Monday, January 31, 2005
(Second in a series)

When Jim Nicholson, a Struble native, was approved Jan. 26 as Secretary of Veteran Affairs, he became the 13th Iowan to reach Cabinet level.

Iowans have been especially praised for their contributions in leading the Department of Agriculture. Few were better known in their time than father and son, Henry C. and Henry A. Wallace.

* Henry Cantwell Wallace (1866-1924), editor of Wallace's Farmer magazine, was appointed by President Warren G. Harding as Secretary of Agriculture, directly following Iowan Edwin T. Meredith.

Henry C. Wallace was born in Illinois, but moved with his parents to Winterset in Iowa's Adair County. During his agriculture studies at Ames, he took a five-year break to start farming on land once owned by his father. Returning to Iowa State, he earned his degree and briefly took on an assistant professorship in dairying. He and his brother John started a partnership in owning the Farm and Dairy newspaper, which evolved into Wallaces' Farmer magazine.

Henry C. Wallace came to the nation's Capitol on his nomination by Harding in 1921, just as the farm depression was beginning.

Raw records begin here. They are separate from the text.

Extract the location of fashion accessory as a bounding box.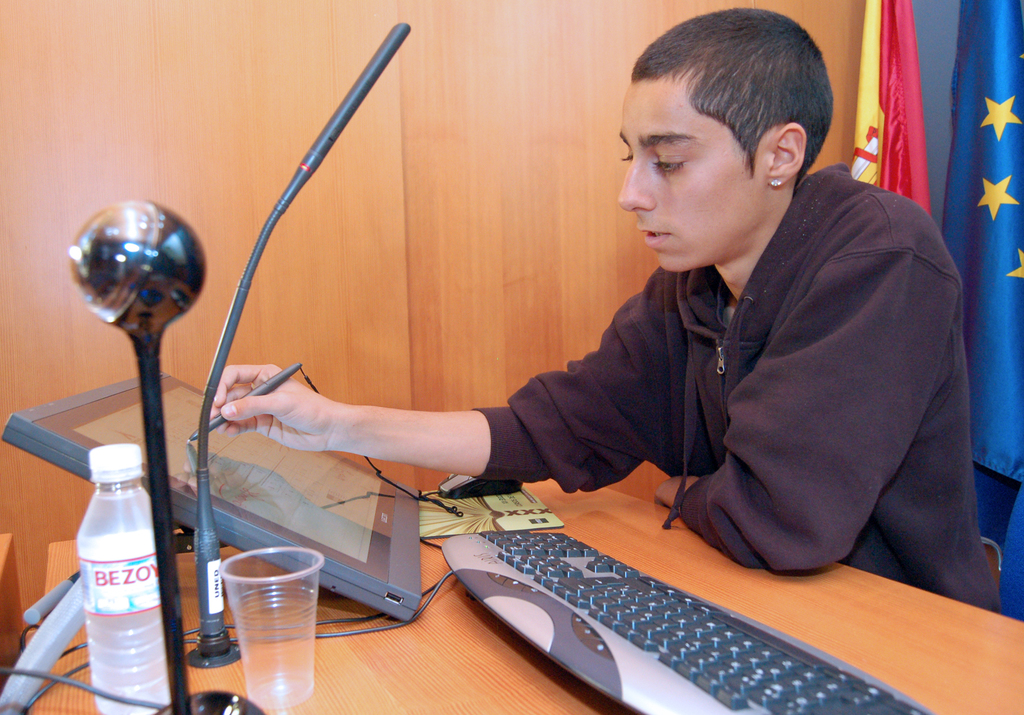
(768,177,782,189).
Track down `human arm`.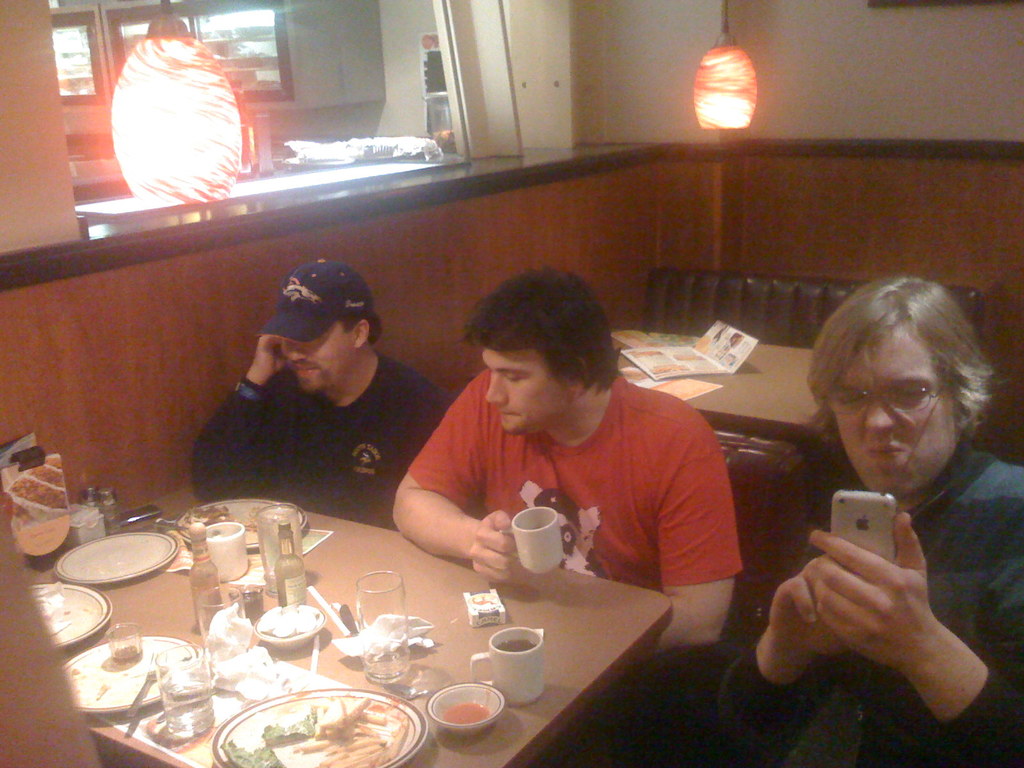
Tracked to l=623, t=412, r=754, b=664.
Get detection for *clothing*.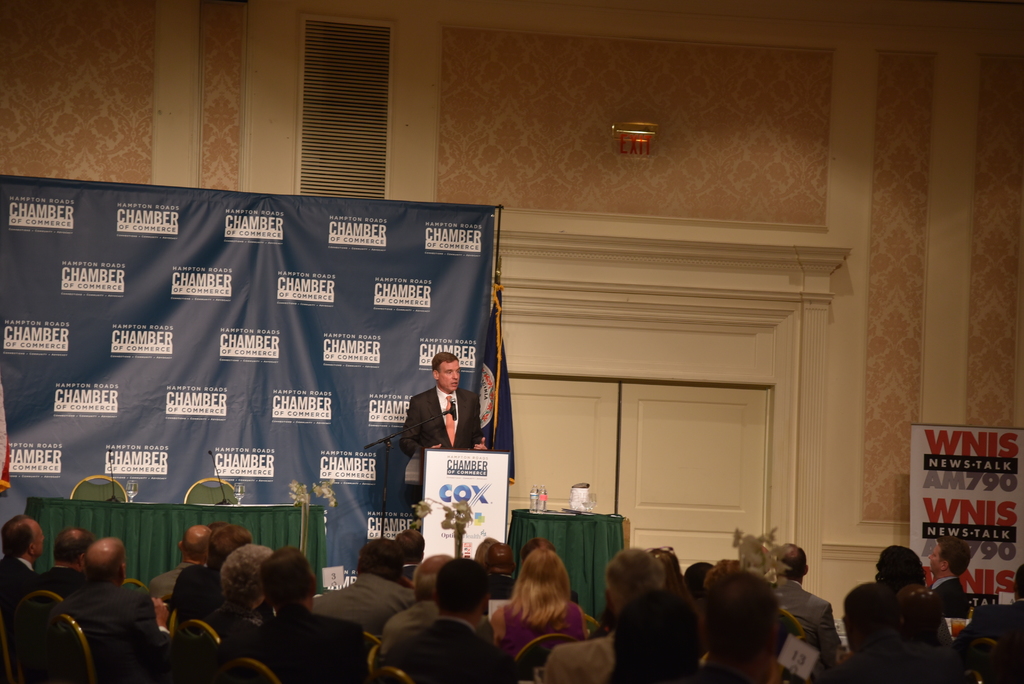
Detection: {"x1": 403, "y1": 387, "x2": 486, "y2": 464}.
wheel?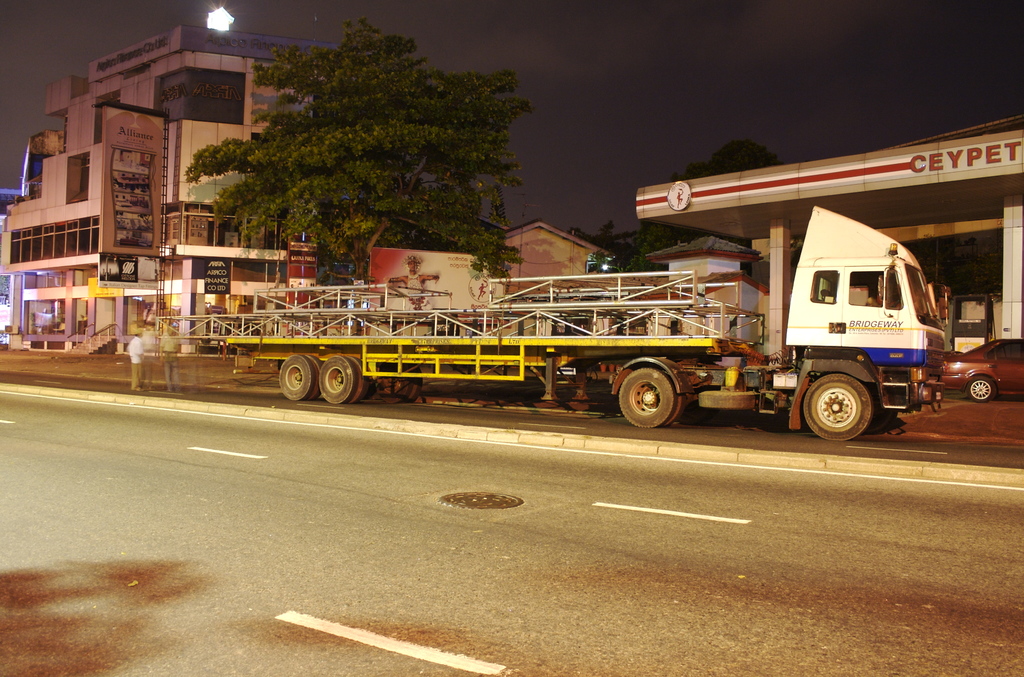
968:377:991:402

He served as Secretary of Agriculture until unsuccessful gallbladder surgery resulted in his death Oct. 25, 1924, when President Calvin Coolidge ordered that his body be allowed to lie in state in the East Room of the White House before traveling by train to Des Moines.

* Henry Agard Wallace, (1888-1965) followed in his father's footsteps as editor of Wallace's Farmer magazine and eventually, as Secretary of Agriculture.

After studies at Iowa State, Henry A's interests in breeding high-yield strains of corn led to the founding of the company, now known as Pioneer Hi-Bred. He created the first corn-hog ratio charts leading to market studies.

Henry A. Wallace had left the Republican Party of his father and grandfather to support the 1932 campaign of Franklin D. Roosevelt. When FDR became President on March 4, 1933, he chose Henry A. Wallace as his Secretary of Agriculture. Wallace stayed in that post until September 1940, when he was nominated for Vice President. FDR selected his Vice President to chair the Board of Economic Warfare and the Supply Priorities and Allocations Board, which became important as the U.S. entered World War II.

Wallace's speech "Century of the Common Man" in May 1942 and a subsequent book became popular, but not with the leadership of the party as well as with Winston Churchill in England. Wallace's 1943 goodwill tour of Latin America resulted in 12 more nations joining the Allies against the Nazis. His committee set up requirements that required contractors to provide fair wages and safe conditions in Latin American countries, which upset the Commerce Department.

Wallace was removed from the Democratic ticket in 1944 due to concerns about FDR's failing health, and the supposed Communist tendencies of Wallace. FDR then appointed him as Secretary of Commerce, where he served from March 1945 to September 1946. President Harry Truman then replaced Wallace with Averill Harriman because the Iowan had been too critical of Truman's foreign policy.

Wallace then became editor of The New Republic magazine, writing strong criticisms of Truman. In 1948 he ran for President on the Progressive Party ticket, but lost. He returned to his agricultural interests. Chickens Henry A. Wallace bred in New York became the principal breed of egg-layers sold around the world.